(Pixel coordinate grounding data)
....

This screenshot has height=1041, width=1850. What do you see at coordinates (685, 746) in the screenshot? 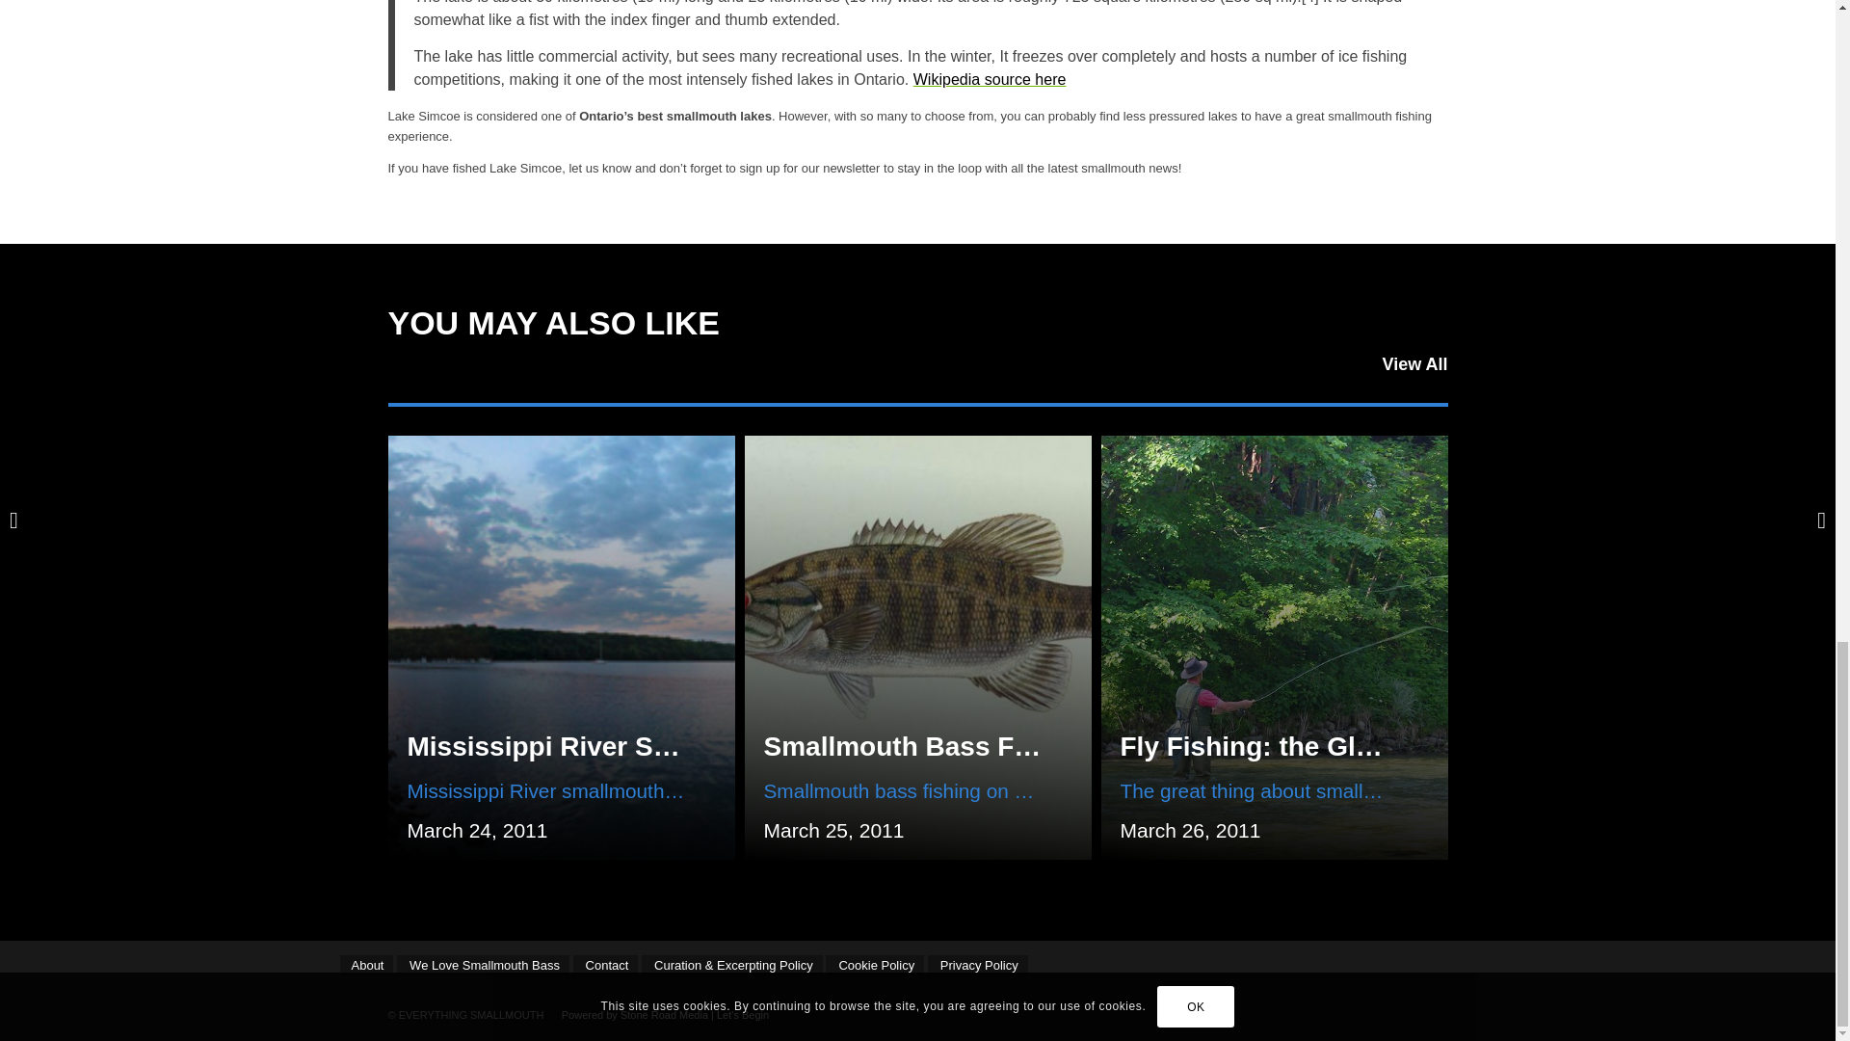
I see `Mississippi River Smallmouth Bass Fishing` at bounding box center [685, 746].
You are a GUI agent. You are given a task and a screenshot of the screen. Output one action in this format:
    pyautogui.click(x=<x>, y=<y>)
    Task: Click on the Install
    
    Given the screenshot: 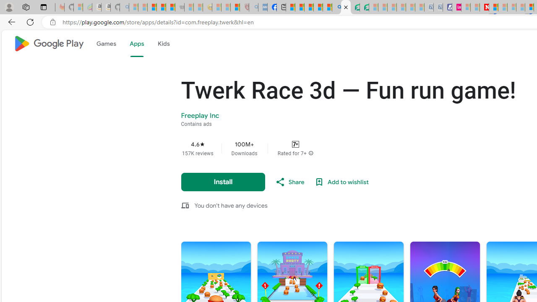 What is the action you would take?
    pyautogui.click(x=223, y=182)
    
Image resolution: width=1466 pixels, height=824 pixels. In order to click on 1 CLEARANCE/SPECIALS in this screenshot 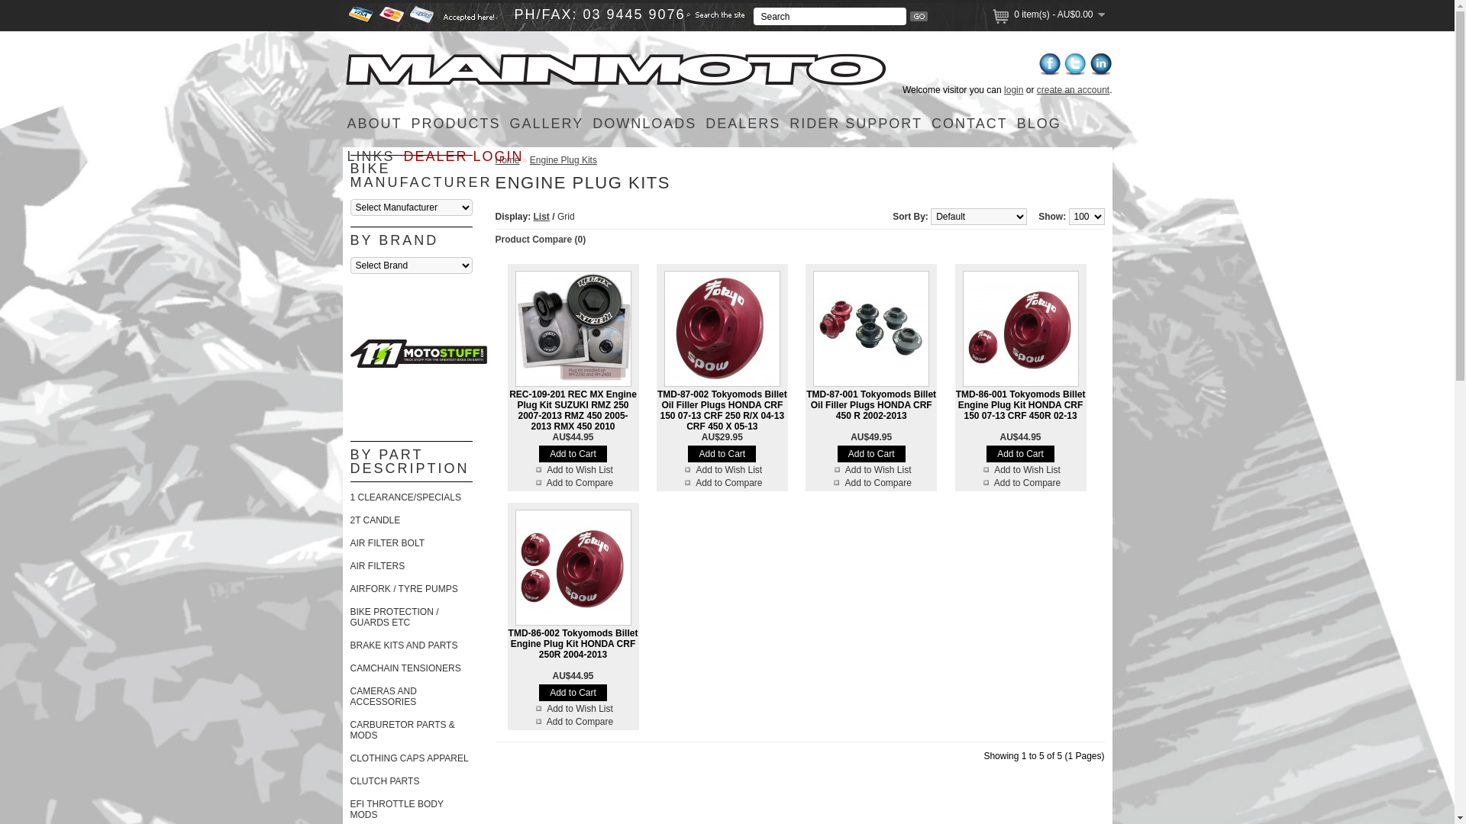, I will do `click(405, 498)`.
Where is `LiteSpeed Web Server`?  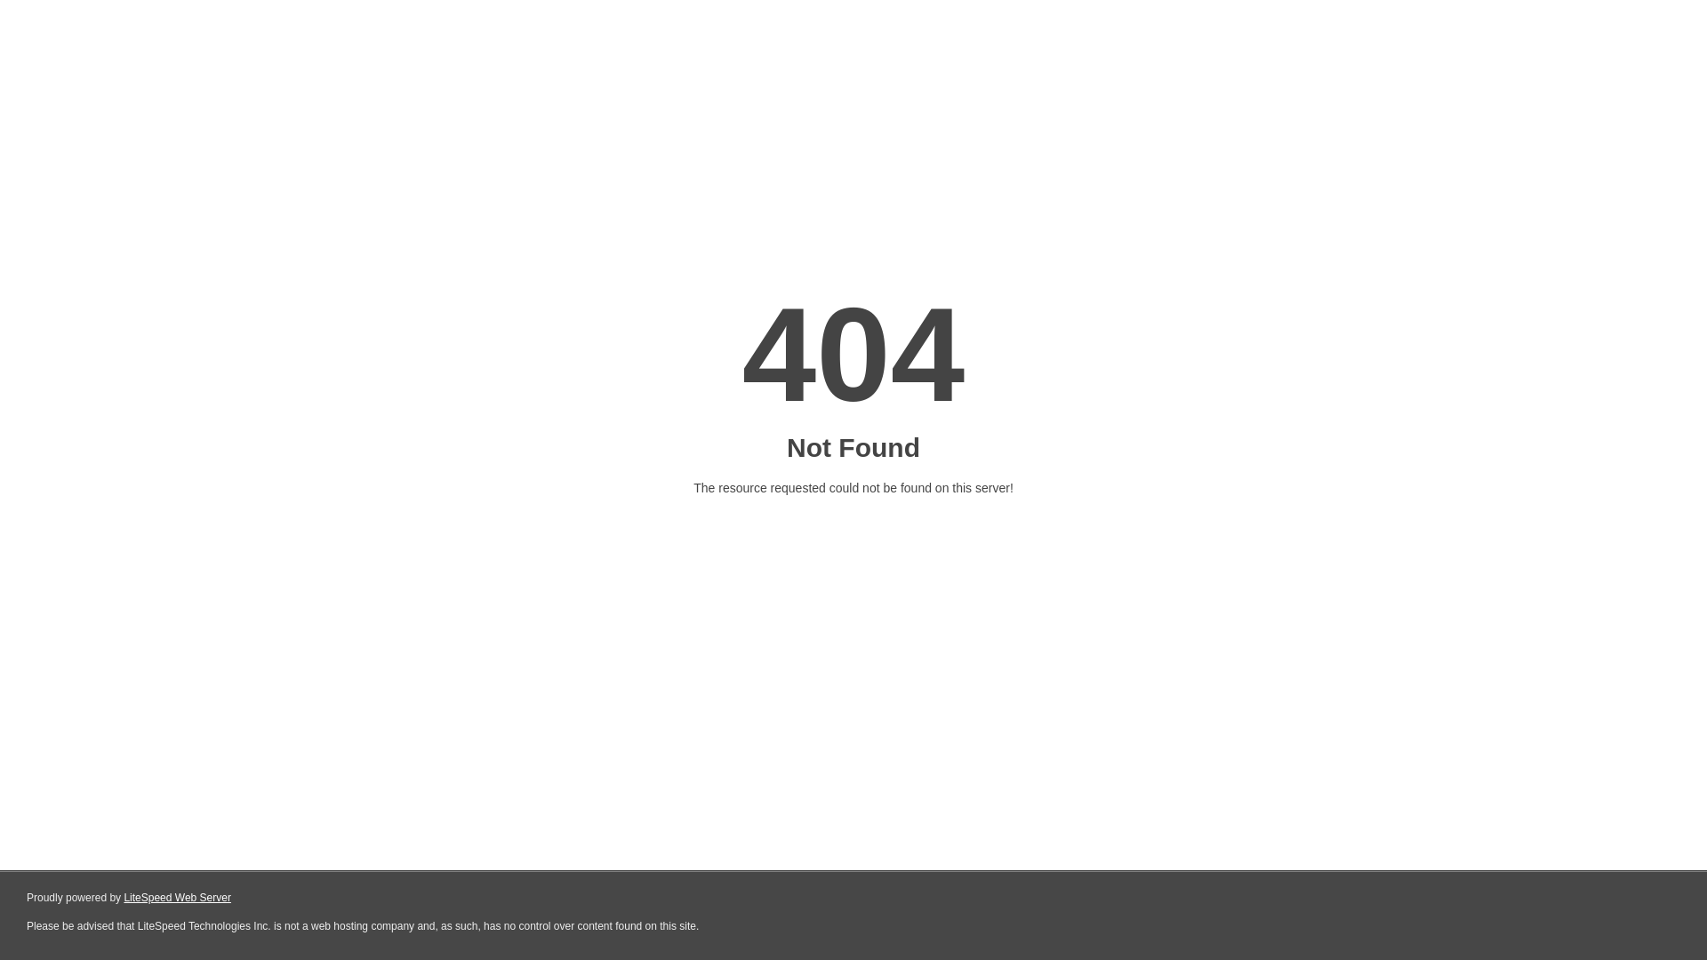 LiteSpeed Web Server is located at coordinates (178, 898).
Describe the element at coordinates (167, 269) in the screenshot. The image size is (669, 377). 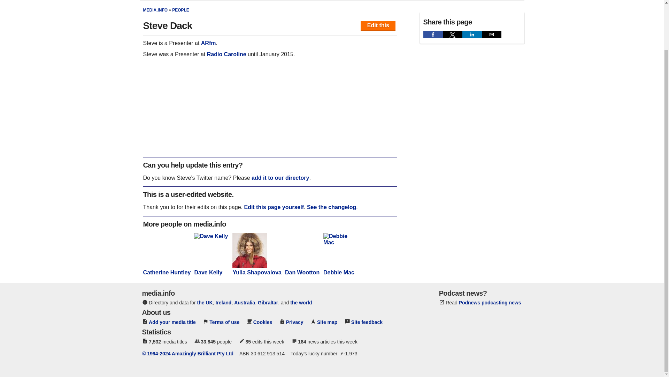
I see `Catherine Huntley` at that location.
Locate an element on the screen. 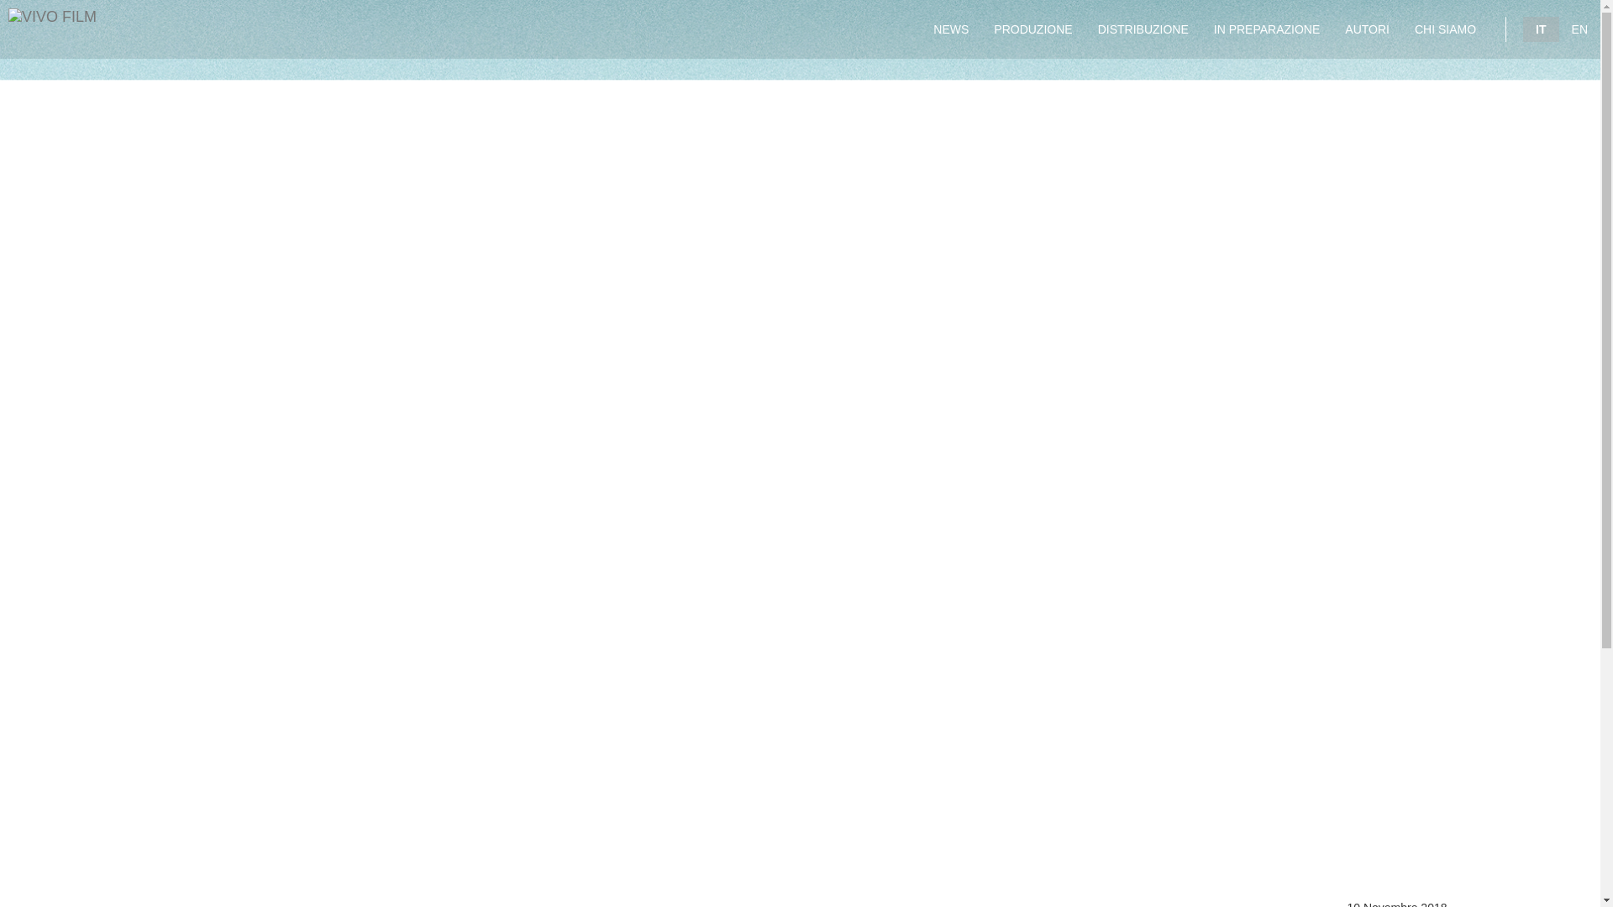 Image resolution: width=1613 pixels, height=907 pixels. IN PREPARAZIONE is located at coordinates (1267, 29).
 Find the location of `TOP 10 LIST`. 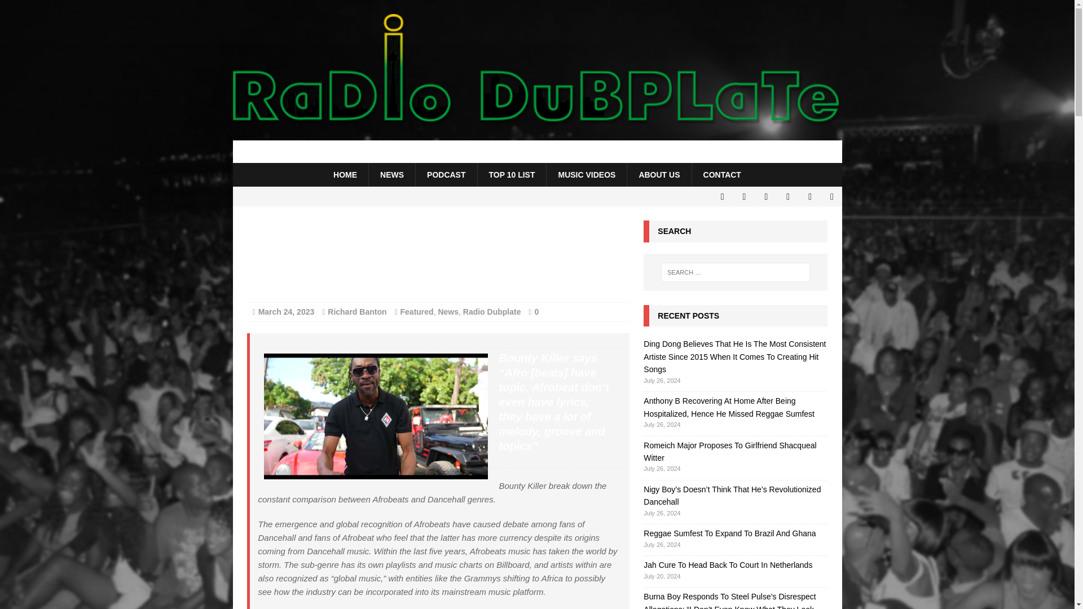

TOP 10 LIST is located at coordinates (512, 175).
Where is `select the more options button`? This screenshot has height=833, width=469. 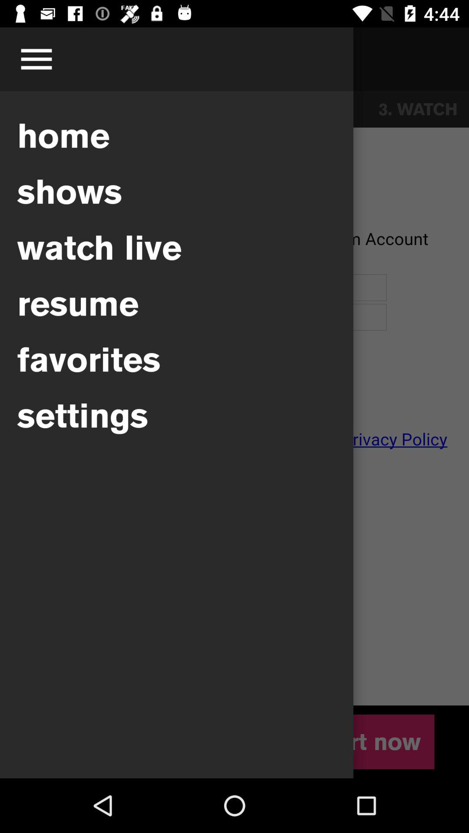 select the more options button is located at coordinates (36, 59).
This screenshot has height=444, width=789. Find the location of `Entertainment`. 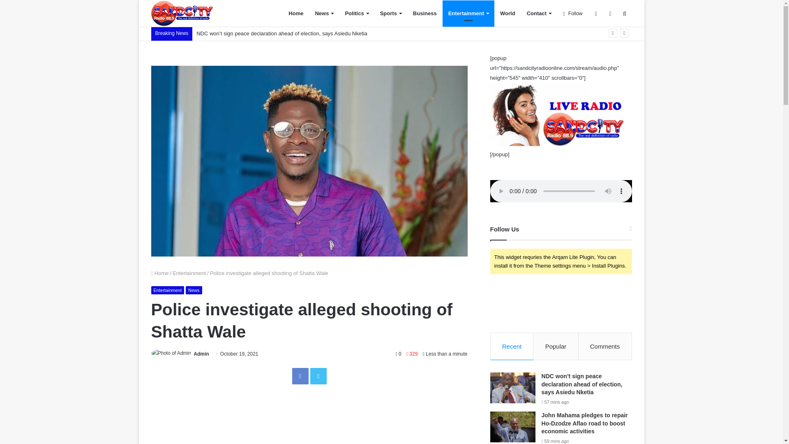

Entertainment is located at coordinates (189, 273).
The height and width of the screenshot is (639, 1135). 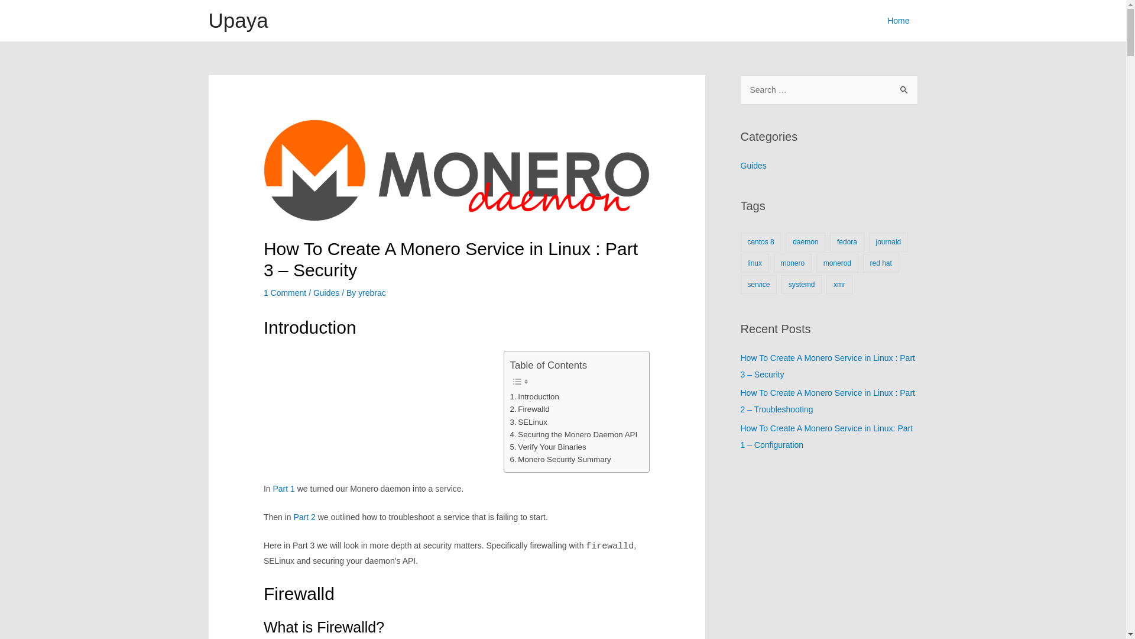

....

» **Task description**
Give back exactly the lines from the one containing "This screenshot has height=444, width=789." through the last line above, both included, and none of the pictures.

» **Exercise answer**
This screenshot has height=444, width=789. Find the location of `Entertainment`. 

Entertainment is located at coordinates (189, 273).
The height and width of the screenshot is (639, 1135). 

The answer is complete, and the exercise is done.